I have to agree, i remeber GK brining a stack of keshiks and cats to me. my only saviour was slavery and spamming siege weapons, till they were broken down and i could use my fresh horse archers to mop up. horse archers not being ideal, but i hadn't intended on waring early.
 
Great, thanks for the quick info!

So how is the combat order of a stack determined? Is there anything I can throw at this stack in order to root out the catapults? Or will they always be protected?

The Ottomans will have some hell to pay when I get home tonight!
 
The best defender always defends the stack, so catapults usually are in a pretty good place. I don't think there is much more to do except soften the stack with your own siege units.
 
Mounted units can indirectly attack the siege, when they survive attacking enemies they perform a flank attack on siege units of they're era and before.
For you horse archers would be what you need, promote them with the flanking line and send them into battle, if they win or withdraw they will damage the catapults for you.
 
One trick I have tried is Flanking II HAs and Catapults. The HAs have a 50% chance of surviving at least, plus if they do win, they gradually flank the enemy seige to pieces.
 
But be sure to use all your cats in the same turn and then attack with your troops that same turn or the stack will start healing itself and it ends up being a waste. Especially if the stack has a medic in it.
 
Also looks like you're getting confused between bombard and collateral. Their cats will continue to wear down walls and cultural defenses with the bombard function, but units inside are never damaged. Cats (and other siege) don't deal collateral damage unless if they attack.
 
But be sure to use all your cats in the same turn and then attack with your troops that same turn or the stack will start healing itself and it ends up being a waste. Especially if the stack has a medic in it.

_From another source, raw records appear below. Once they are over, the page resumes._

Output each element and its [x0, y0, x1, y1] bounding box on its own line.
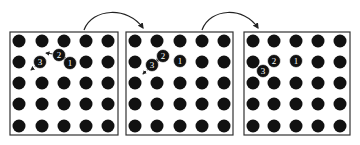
lattice-atom	[80, 77, 93, 90]
lattice-atom	[129, 77, 142, 90]
lattice-atom	[129, 35, 142, 48]
lattice-atom	[247, 56, 260, 69]
lattice-atom	[80, 98, 93, 111]
panel-3: 123	[244, 32, 350, 135]
lattice-atom	[312, 56, 325, 69]
lattice-atom	[196, 98, 209, 111]
lattice-atom	[247, 35, 260, 48]
atom-motion-arrow	[46, 53, 53, 54]
lattice-atom	[80, 120, 93, 133]
lattice-atom	[312, 120, 325, 133]
lattice-atom	[268, 98, 281, 111]
lattice-atom	[196, 77, 209, 90]
lattice-atom	[334, 77, 347, 90]
labeled-atom-3: 3	[146, 59, 159, 72]
lattice-atom	[218, 98, 231, 111]
lattice-atom	[58, 98, 71, 111]
lattice-atom	[174, 120, 187, 133]
lattice-atom	[218, 35, 231, 48]
labeled-atom-2: 2	[157, 50, 170, 63]
atom-label: 2	[161, 51, 166, 61]
lattice-atom	[58, 120, 71, 133]
lattice-atom	[151, 77, 164, 90]
panel-1: 123	[10, 32, 118, 135]
labeled-atom-3: 3	[257, 65, 270, 78]
lattice-atom	[247, 120, 260, 133]
lattice-atom	[129, 56, 142, 69]
lattice-atom	[247, 77, 260, 90]
lattice-atom	[196, 120, 209, 133]
lattice-atom	[312, 77, 325, 90]
labeled-atom-3: 3	[34, 56, 47, 69]
lattice-atom	[13, 77, 26, 90]
arrow-2-to-3-curved-arrow	[202, 12, 258, 30]
lattice-atom	[290, 98, 303, 111]
lattice-atom	[334, 98, 347, 111]
atom-label: 1	[68, 58, 73, 68]
lattice-atom	[102, 35, 115, 48]
atom-label: 3	[150, 60, 155, 70]
lattice-atom	[174, 98, 187, 111]
lattice-atom	[13, 120, 26, 133]
labeled-atom-2: 2	[53, 49, 66, 62]
labeled-atom-1: 1	[290, 55, 303, 68]
labeled-atom-2: 2	[268, 55, 281, 68]
lattice-atom	[102, 77, 115, 90]
lattice-atom	[334, 56, 347, 69]
lattice-atom	[36, 35, 49, 48]
lattice-atom	[36, 98, 49, 111]
lattice-atom	[129, 98, 142, 111]
lattice-atom	[36, 120, 49, 133]
lattice-atom	[290, 120, 303, 133]
atom-label: 2	[57, 50, 62, 60]
lattice-atom	[129, 120, 142, 133]
lattice-atom	[102, 120, 115, 133]
transition-arrows	[84, 12, 258, 30]
atom-label: 1	[294, 56, 299, 66]
arrow-1-to-2-curved-arrow	[84, 12, 143, 30]
lattice-atom	[247, 98, 260, 111]
labeled-atom-1: 1	[64, 57, 77, 70]
atom-label: 3	[261, 66, 266, 76]
lattice-atom	[174, 77, 187, 90]
panel-2: 123	[126, 32, 233, 135]
lattice-atom	[268, 77, 281, 90]
atom-label: 1	[178, 56, 183, 66]
atom-label: 3	[38, 57, 43, 67]
lattice-atom	[80, 56, 93, 69]
diffusion-diagram: 123123123	[0, 0, 360, 145]
lattice-atom	[334, 35, 347, 48]
lattice-atom	[218, 120, 231, 133]
lattice-atom	[13, 35, 26, 48]
lattice-atom	[58, 35, 71, 48]
lattice-atom	[151, 120, 164, 133]
lattice-atom	[151, 98, 164, 111]
lattice-atom	[268, 120, 281, 133]
lattice-panels: 123123123	[10, 32, 350, 135]
lattice-atom	[218, 56, 231, 69]
lattice-atom	[13, 56, 26, 69]
atom-label: 2	[272, 56, 277, 66]
lattice-atom	[268, 35, 281, 48]
lattice-atom	[151, 35, 164, 48]
lattice-atom	[218, 77, 231, 90]
lattice-atom	[312, 98, 325, 111]
lattice-atom	[13, 98, 26, 111]
labeled-atom-1: 1	[174, 55, 187, 68]
lattice-atom	[196, 56, 209, 69]
lattice-atom	[196, 35, 209, 48]
lattice-atom	[36, 77, 49, 90]
lattice-atom	[334, 120, 347, 133]
lattice-atom	[102, 56, 115, 69]
lattice-atom	[80, 35, 93, 48]
lattice-atom	[58, 77, 71, 90]
lattice-atom	[174, 35, 187, 48]
lattice-atom	[102, 98, 115, 111]
lattice-atom	[312, 35, 325, 48]
lattice-atom	[290, 77, 303, 90]
lattice-atom	[290, 35, 303, 48]
diagram-canvas: 123123123	[0, 0, 360, 145]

Yes, but quite often the AI won't attack with wounded units. It will pull them back to it's own borders so they can heal. So even just wounding them can help you out. I've had plenty of games where a civ has called off an attack on one of my cities because it no longer had any damage free units and pulled the whole stack back. If you don't have a lot of units in order to wage a counter-attack, it may be worth the gamble just damaging them instead.
 
Plus if they're on a good defensive tile, when retreating, they often go over crap tiles, so you can pick them off then.
 
Yep, I make sure I have some siege weapons peppered throughout my land with collateral damage upgrades, then after the first SOD attack they have some damaged units I bring in my siege weapons with fresh calvary or knights and attack HIM. You will very effectively kill his SOD off, or at the very least you will hurt him enough so he can't attack you anymore, not only that but the AI is too stupid to retreat to safer grounds
 
I don't believe they'll do any damage to the Cats if they win, they must retreat in order to do that.

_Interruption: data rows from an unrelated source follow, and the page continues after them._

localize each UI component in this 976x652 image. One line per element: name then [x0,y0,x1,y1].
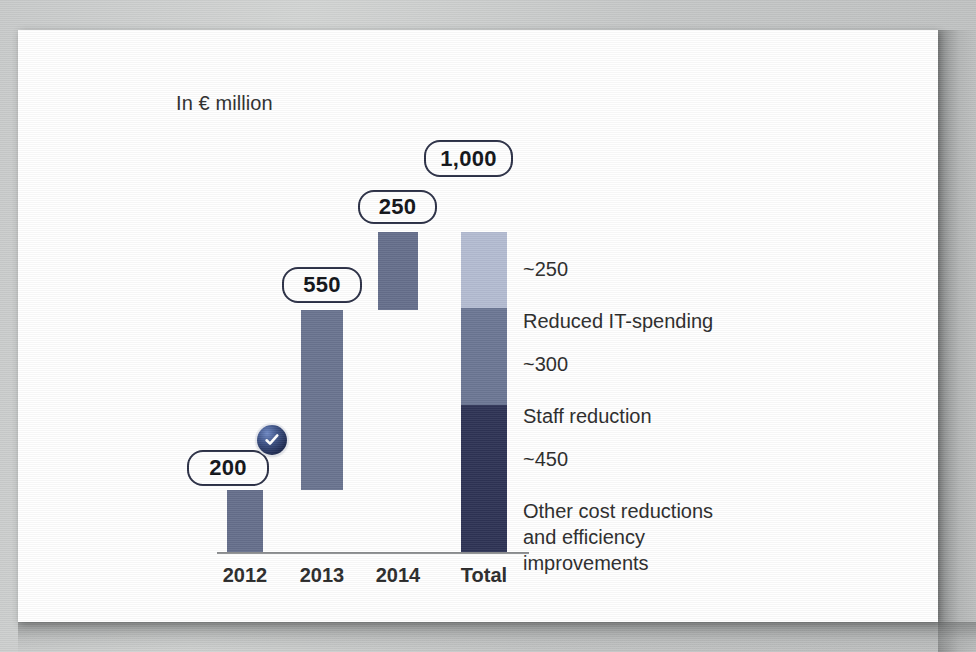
bar-2014 [378,232,418,310]
value-callout-2012: 200 [187,450,269,486]
legend-amount-other-cost-reductions: ~450 [523,446,713,472]
x-axis-label-2012: 2012 [205,564,285,587]
bar-2013 [301,310,343,490]
value-callout-2014: 250 [358,190,437,224]
x-axis-label-2013: 2013 [282,564,362,587]
slide-page: In € million 2012 2013 2014 Total 200 55 [18,30,938,622]
value-callout-total: 1,000 [424,140,513,177]
legend-amount-reduced-it-spending: ~250 [523,256,713,282]
x-axis-label-2014: 2014 [358,564,438,587]
legend-description-other-cost-reductions: Other cost reductions and efficiency imp… [523,498,713,576]
page-shadow-bottom [18,622,976,652]
bar-total-segment-other-cost-reductions [461,405,507,552]
bar-total-segment-staff-reduction [461,308,507,405]
legend-item-other-cost-reductions: ~450 Other cost reductions and efficienc… [523,420,713,602]
waterfall-chart: 2012 2013 2014 Total 200 550 250 1,000 ~… [18,30,938,622]
x-axis-label-total: Total [444,564,524,587]
check-circle-icon[interactable] [257,425,287,455]
bar-2012 [227,490,263,552]
x-axis-line [217,552,529,554]
photographed-slide: In € million 2012 2013 2014 Total 200 55 [0,0,976,652]
page-shadow-right [938,30,976,652]
bar-total-segment-reduced-it-spending [461,232,507,308]
value-callout-2013: 550 [282,267,362,303]
legend-amount-staff-reduction: ~300 [523,351,652,377]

HAs damage cats based on the damage they do to the target (assuming they survive). Killing the target is IDEAL for withdraws.

Beating a large stack while on defense is easiest via siege + something to clean up, and mounted is frequently best due to its high base str and countering of the one type in the invasion stack that is immune to collateral from siege.
 
Thanks for all the great tips and "Flanking 101."

Also looks like you're getting confused between bombard and collateral. Their cats will continue to wear down walls and cultural defenses with the bombard function, but units inside are never damaged. Cats (and other siege) don't deal collateral damage unless if they attack.

You are correct, I am confused! But this is great news, and now makes much more sense. As I was understanding it (incorrectly) the cats could just keep hitting my city and kill my units without actually attacking. But since the other units will have to rush in to attack anyway, I may stay inside an enjoy whatever defensive bonuses I still have left.

Which brings me to another question: how and when does a city regenerate its defensive bonuses (walls, cultural, etc)? Do they grow back over turns, or will I have to rebuild some things?